The amount of USDC locked in the Layer 1 bridge contract remains unchanged through the entire process, meaning deUSDC on both Arbitrum and Optimism remains 100% collateralised and fully redeemable for the Ethereum-locked USDC.
When slippage in the AMM pool occurs (when deUSDC or USDC is removed or inserted from the pool), external LPs are incentivised to rebalance the pools by either depositing more funds or withdrawing funds back to Ethereum via the official Arbitrum and Optimism bridges (the simple lock and mint bridges), with a wait/challenge time, before redeeming for the underlying locked assets.

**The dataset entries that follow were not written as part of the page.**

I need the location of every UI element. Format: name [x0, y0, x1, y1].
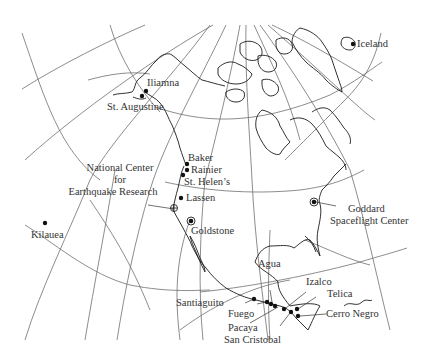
rainier-marker — [185, 168, 189, 172]
label-baker: Baker — [188, 152, 213, 163]
label-st-augustine: St. Augustine — [107, 101, 164, 112]
label-kilauea: Kilauea — [31, 229, 64, 240]
goldstone-marker-icon — [187, 217, 195, 225]
label-cerro-negro: Cerro Negro — [326, 308, 379, 319]
label-san-cristobal: San Cristobal — [224, 334, 281, 345]
label-santiaguito: Santiaguito — [176, 297, 224, 308]
label-telica: Telica — [327, 288, 353, 299]
ncer-marker-icon — [171, 205, 178, 212]
st-augustine-marker — [140, 94, 144, 98]
north-america-map: Iliamna St. Augustine Baker Rainier St. … — [0, 0, 422, 359]
kilauea-marker — [43, 221, 47, 225]
cerro-negro-marker — [296, 314, 300, 318]
label-ncer-line3: Earthquake Research — [58, 186, 168, 197]
label-fuego: Fuego — [228, 308, 254, 319]
label-iliamna: Iliamna — [147, 77, 179, 88]
label-st-helens: St. Helen’s — [184, 176, 230, 187]
label-goldstone: Goldstone — [191, 225, 234, 236]
label-lassen: Lassen — [186, 192, 215, 203]
label-agua: Agua — [258, 258, 281, 269]
san-cristobal-marker — [289, 310, 293, 314]
lassen-marker — [179, 196, 183, 200]
telica-marker — [295, 307, 299, 311]
iceland-marker — [351, 42, 355, 46]
label-iceland: Iceland — [357, 38, 388, 49]
label-ncer-line1: National Center — [75, 162, 165, 173]
label-ncer-line2: for — [75, 174, 165, 185]
agua-marker — [265, 300, 269, 304]
label-izalco: Izalco — [306, 276, 332, 287]
label-goddard-line2: Spaceflight Center — [330, 215, 408, 226]
label-rainier: Rainier — [191, 164, 222, 175]
santiaguito-marker — [252, 297, 256, 301]
alaska-coastline — [113, 54, 225, 95]
izalco-marker — [282, 307, 286, 311]
fuego-marker — [269, 302, 273, 306]
iliamna-marker — [144, 89, 148, 93]
hudson-bay — [256, 110, 290, 155]
label-goddard-line1: Goddard — [348, 203, 385, 214]
pacaya-marker — [273, 304, 277, 308]
baja-coastline — [190, 236, 205, 272]
label-pacaya: Pacaya — [228, 322, 258, 333]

The Hop bridge works in much the same way, and both Hop & DeBridge operate slashing to encourage validator nodes to remain honest and to keep the bridges functioning within service level agreements, or SLAs.
Advantages
The use of specialised bridging assets in an AMM pool, as an intermediary step in the bridging process, effectively incentivises liquidity where it is needed in the system while allowing external liquidity providers to capture arbitrage profits resulting from slippage.
Disadvantages
This approach can be more costly to users, as instead of offering a 1:1 exchange rate across the bridge, the AMM pools result in slippage.
There are also risks to LPs whose funds are deposited to the specialised bridge asset liquidity pools or who are holding the specialised bridge assets as a form of IOU awaiting redemption.